Girl Picture is an introspective film chronicling the tumultuous emotions, bewildering betrayals and passions of young adult friendships and romance.
This is one in a series of film reviews from the 2022 Sundance Film Festival, focused on films by women, trans or nonbinary directors that tell compelling stories about the lives of women and girls. You can find all the reviews together here.
Winner of the Audience Award in the World Cinema: Dramatic category, Girl Picture (its title in the original Finnish is Tytöt tytöt tytöt) may seem on the surface to be a modest slice-of-life film about three Fridays in the life of three teenage girls. In fact, director Alli Haapasalo even described the film (written by Ilona Ahti and Daniela Hakulinen) during her introduction as a “fragment … that contains the whole universe.”
Happasalo’s description is wonderfully apt since Girl Picture manages to be a rare pleasure: an introspective film chronicling the tumultuous emotions, bewildering betrayals and passions of young adult friendships and romance without devolving into unrealistic melodrama or saccharine platitudes. For the most part, even the moments where the characters themselves don’t seem to understand their own motivations—especially in these moments, actually—the teenagers’ actions and reactions feel, sometimes painfully, real.
Caught on the cusp of adolescence and adulthood, the three young women in the film are all different, but face parallel crises related to family, love, sex and ambition.
Mimmi (Aamu Milonoff) is disaffected and aggressive, often performing a kind of familiar teenage cynicism at the plebian carryings-on of her classmates. She has a strained relationship with her mother, who leaves Mimmi largely alone to fend for herself in favor of her new husband and Mimmi’s young half-brother. Mimmi and her best friend, Rönkkö (Eleonoora Kauhanen), work together at a mall smoothie shop, where the two frequently converse about relationships and life. Rönkkö, for her part, struggles with her lack of sexual attraction to any of the boys she meets and is desperate to figure out why she can’t seem to muster anything beyond platonic affection.
At the smoothie shop, Mimmi meets Emma (Linnea Leino), a teen ice skating phenom who has a real shot at competing in the European championships—if only she could work through her mental block around the Triple Lutz. At first Mimmi rubs Emma the wrong way, but when they meet again at a party later that same night, Mimmi’s a lot more charming, and the two girls begin a whirlwind romance that ratchets in intensity with the speed of Romeo and Juliet. Rönkkö is thrilled for her best friend, even as she resents Mimmi’s quick and easy romance when she can’t figure out if she’ll ever enjoy sex with another person, let alone fall in love.
In the coming weeks, things between Mimmi and Emma begin to unravel as the former negotiates her feelings about her absent mother and the latter struggles with nerves about her upcoming qualifying competition. Both Emma and Mimmi engage in acts of self-sabotage and self-recrimination that will likely resonate for any viewer who made reckless, inexplicable decisions as a teenager and grew up a little when they had to grapple with the consequences. Somewhat on the sidelines, Rönkkö negotiates challenges of her own while continuing to support Mimmi, and eventually Emma, as their romance ebbs and flows.
Through exceptional acting, thoughtful writing and beautiful cinematography, Girl Picture conveys both the outer and inner states of its characters with remarkable clarity and insight. I particularly appreciated that the film didn’t linger over the big picture, commonly represented teen anxieties like coming out or losing one’s virginity. The characters in Girl Picture are secure in their interests and comfortable talking about sex; their concerns run deeper and have greater nuance than we usually see depicted in coming-of-age films.
Almost adults, but still child-like in their profound emotional responses to the world around them, Mimmi, Rönkkö and Emma come off the screen as vital young women just trying to figure out, like anyone, who they are and who they have the potential to become.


* Required work:
Word for word, please copy the listing below, with its pictures left out.

═════ Material supplied

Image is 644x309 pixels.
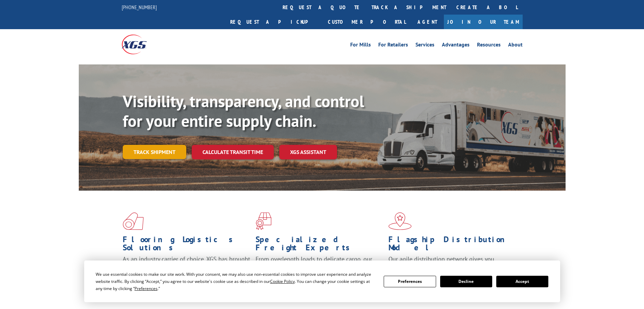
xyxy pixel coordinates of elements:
[323,15,411,29] a: Customer Portal
[378,42,408,50] a: For Retailers
[411,15,444,29] a: Agent
[134,285,157,291] span: Preferences
[122,145,186,158] a: Track shipment
[477,42,501,50] a: Resources
[416,42,435,50] a: Services
[280,145,337,159] a: XGS ASSISTANT
[225,15,323,29] a: Request a pickup
[509,42,523,50] a: About
[497,275,548,287] button: Accept
[271,278,295,284] span: Cookie Policy
[442,42,470,50] a: Advantages
[384,275,436,287] button: Preferences
[121,4,157,11] a: [PHONE_NUMBER]
[388,212,412,229] img: xgs-icon-flagship-distribution-model-red
[388,235,517,255] h1: Flagship Distribution Model
[122,212,143,229] img: xgs-icon-total-supply-chain-intelligence-red
[256,235,383,255] h1: Specialized Freight Experts
[122,91,364,132] b: Visibility, transparency, and control for your entire supply chain.
[192,145,274,159] a: Calculate transit time
[440,275,493,287] button: Decline
[256,255,383,285] p: From overlength loads to delicate cargo, our experienced staff knows the best way to move your fr...
[122,255,250,279] span: As an industry carrier of choice, XGS has brought innovation and dedication to flooring logistics...
[122,235,251,255] h1: Flooring Logistics Solutions
[444,15,523,29] a: Join Our Team
[256,212,272,229] img: xgs-icon-focused-on-flooring-red
[96,270,376,292] div: We use essential cookies to make our site work. With your consent, we may also use non-essential ...
[350,42,371,50] a: For Mills
[388,255,513,271] span: Our agile distribution network gives you nationwide inventory management on demand.
[85,260,560,302] div: Cookie Consent Prompt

══════════

* Answer section:
Image is 644x309 pixels.
xyxy pixel coordinates of elements:
[323,15,411,29] a: Customer Portal
[378,42,408,50] a: For Retailers
[411,15,444,29] a: Agent
[134,285,157,291] span: Preferences
[122,145,186,158] a: Track shipment
[477,42,501,50] a: Resources
[416,42,435,50] a: Services
[280,145,337,159] a: XGS ASSISTANT
[225,15,323,29] a: Request a pickup
[509,42,523,50] a: About
[497,275,548,287] button: Accept
[271,278,295,284] span: Cookie Policy
[442,42,470,50] a: Advantages
[384,275,436,287] button: Preferences
[121,4,157,11] a: [PHONE_NUMBER]
[388,212,412,229] img: xgs-icon-flagship-distribution-model-red
[388,235,517,255] h1: Flagship Distribution Model
[122,212,143,229] img: xgs-icon-total-supply-chain-intelligence-red
[256,235,383,255] h1: Specialized Freight Experts
[122,91,364,132] b: Visibility, transparency, and control for your entire supply chain.
[192,145,274,159] a: Calculate transit time
[440,275,493,287] button: Decline
[256,255,383,285] p: From overlength loads to delicate cargo, our experienced staff knows the best way to move your fr...
[122,255,250,279] span: As an industry carrier of choice, XGS has brought innovation and dedication to flooring logistics...
[122,235,251,255] h1: Flooring Logistics Solutions
[444,15,523,29] a: Join Our Team
[256,212,272,229] img: xgs-icon-focused-on-flooring-red
[96,270,376,292] div: We use essential cookies to make our site work. With your consent, we may also use non-essential ...
[350,42,371,50] a: For Mills
[388,255,513,271] span: Our agile distribution network gives you nationwide inventory management on demand.
[85,260,560,302] div: Cookie Consent Prompt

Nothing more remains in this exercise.